I took a seat beside the incinerator. Madura couldn’t relax. He paced up and down the sidewalk.
“Now the goat is on the operating table. The anesthetist has intubated him and is administering general anesthesia,” Madura started to say in a small voice. As the minutes passed, 10 minutes, 20, 30, he spoke increasingly louder and in a higher pitch. “Now the chest is cracked and Cooper is massaging the heart to regain heartbeat, the tech is squeezing the pneumatic pump, forcing air into the goat’s lungs. One goat leg is amputated and stitched up with a fish mouth stitch.”

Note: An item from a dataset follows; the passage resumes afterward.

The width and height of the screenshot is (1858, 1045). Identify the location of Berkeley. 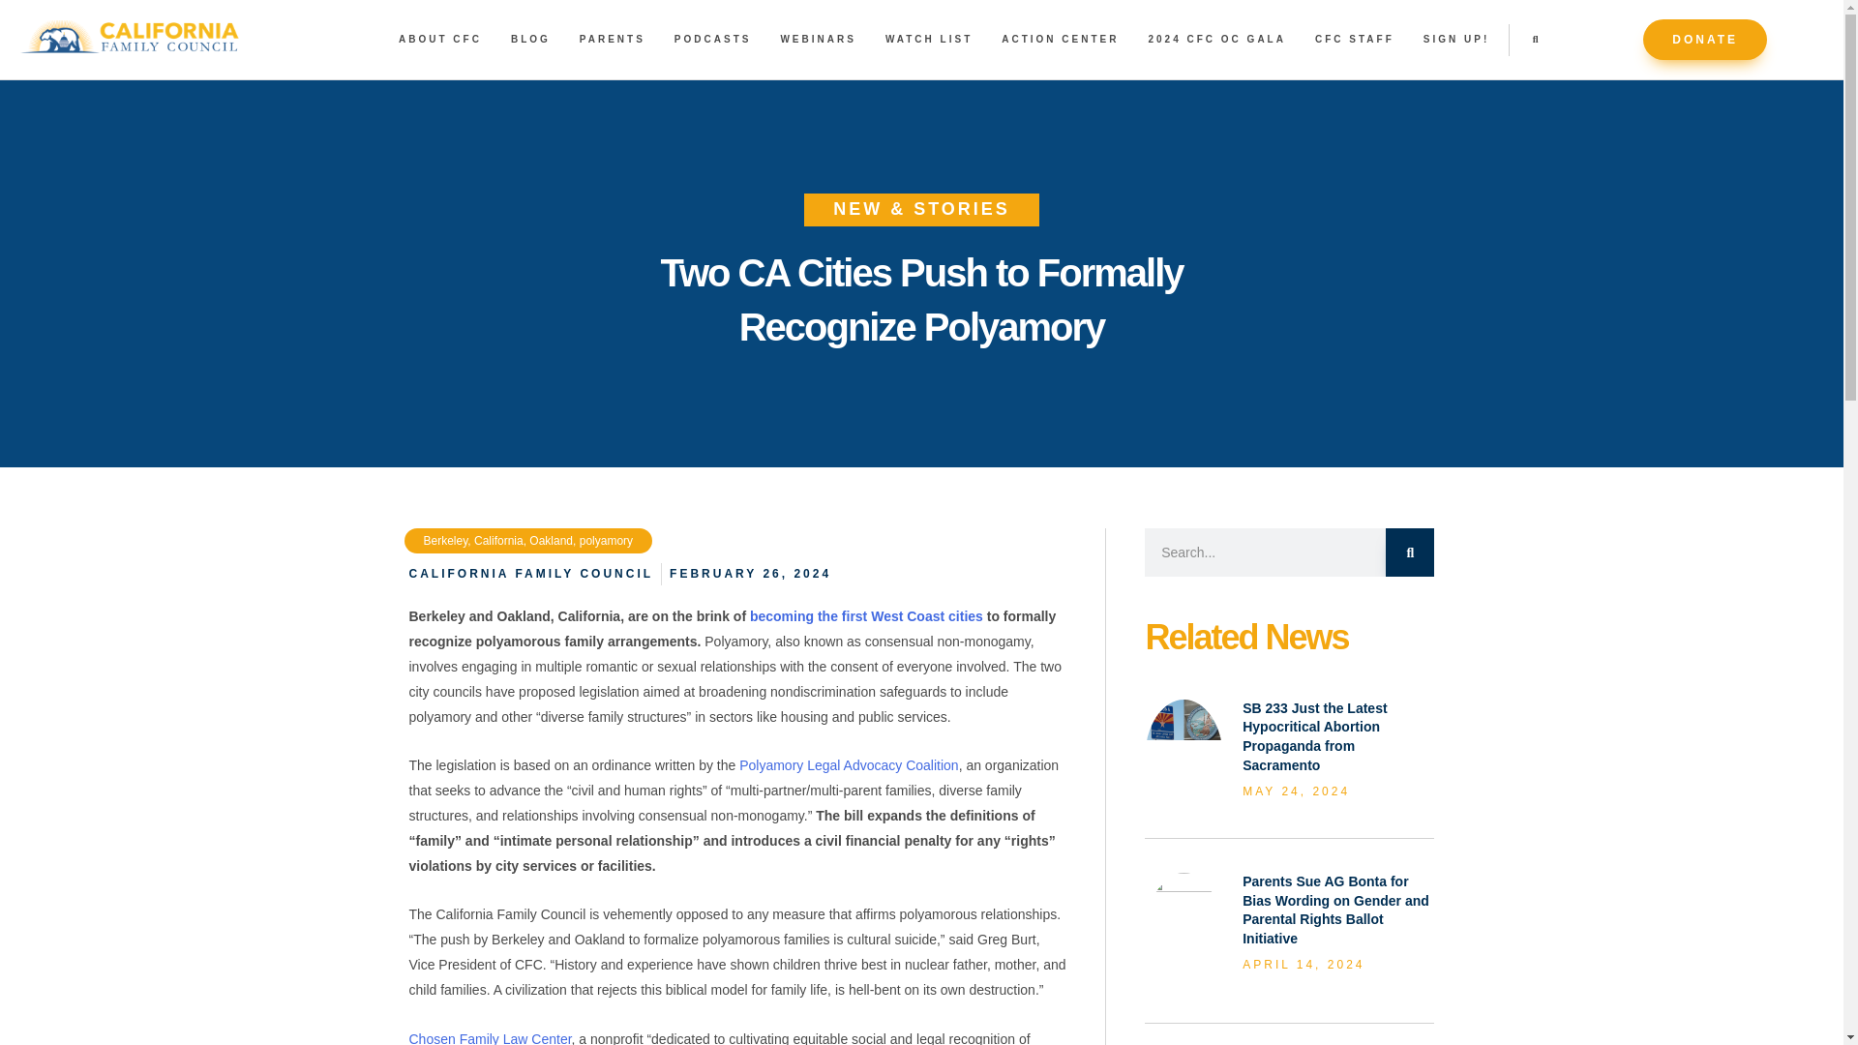
(445, 540).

The OR door slammed open and the instructor, Sergeant Roberts, stepped outside. He was wearing a red soaked smock and holding a Krispy Kreme delicately between two fingers, to avoid getting goat blood on it.

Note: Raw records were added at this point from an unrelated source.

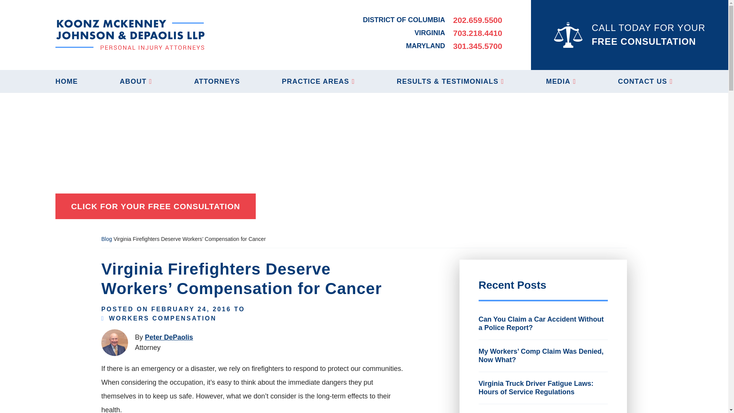 This screenshot has width=734, height=413. Describe the element at coordinates (318, 81) in the screenshot. I see `PRACTICE AREAS` at that location.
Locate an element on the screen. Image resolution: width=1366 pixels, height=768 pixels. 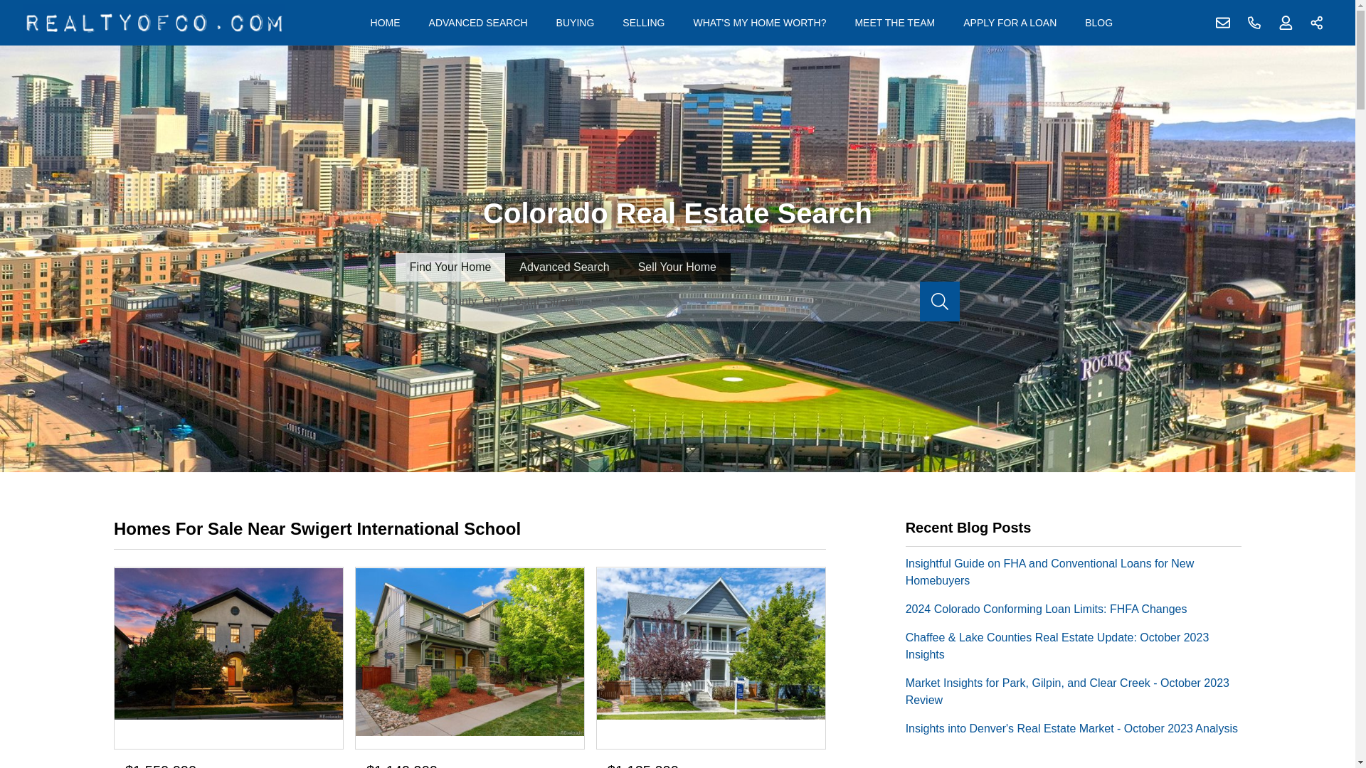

“Take the dead patient to the incinerator,” Roberts said through a mouth of sweet vanilla filling. He walked off in the direction of the showers.
Madura and I walked into the OR. Blood was everywhere, red handprints on the walls, puddles on the floors. Scalpels were painted in dried red. The table was red. A pile of operating room gowns, dark red and wet. The cleanup crew arrived a moment later. Their faces fell when they saw the mess.
“Mother fucker,” someone said. “Looks like we got the shit job.”
Madura and I dragged dead goat off the operating table and onto the stretcher. We carried it outside to the incinerator. Danny was waiting for us. Danny was the civilian handyman who worked at Goat Lab. He wiped his greasy hands on his blue jumpsuit, leaving stains. He grabbed the handle to the incinerator and swung open the heavy steel door. We stood by with the stretcher as he took a final drag off his cigarette and threw the butt inside.
“See where it landed?”
We peered inside. The incinerator was like a gigantic pizza oven that hadn’t been cleaned in months. Piles of half-burned bones and scorched hair and skin were scattered about. A jawbone with the teeth still attached grinned back at us, as if saying how do you like them apples?
Danny’s cigarette butt, still burning, was in the middle of the chamber.
“Toss the goat on top of the cigarette, or as close as you can get it. Don’t worry, it ain’t hot in there yet.”
We swung the dead goat back and forth a few times and heaved it in. The body landed barely inside the incinerator, with its head flopping out the door. It was a terrible throw. Danny grabbed the goat’s ear in disgust and yanked it.
“Does this look like the middle of the incinerator?” he cried, shaking the goat head for emphasis.
“Sorry Danny,” Madura said.
“Sorry Danny,” I said.
“Sorry you say but I’m the one who has to fix it.” Danny clambered up the incinerator and crawled inside. He hauled Cooper’s goat to the middle, kicking old bones and scraps of scorched hide out of the way. We offered him a hand as he climbed out again. When he slammed the door, it sent an echo through the incinerator like the door shutting on a mausoleum.
Danny flipped two switches and turned a dial and a moment later, the smell of burning hair reached our nostrils. I gagged a little.
“You think that’s bad,” Danny giggled. “Just wait until all 30 goats are in there.”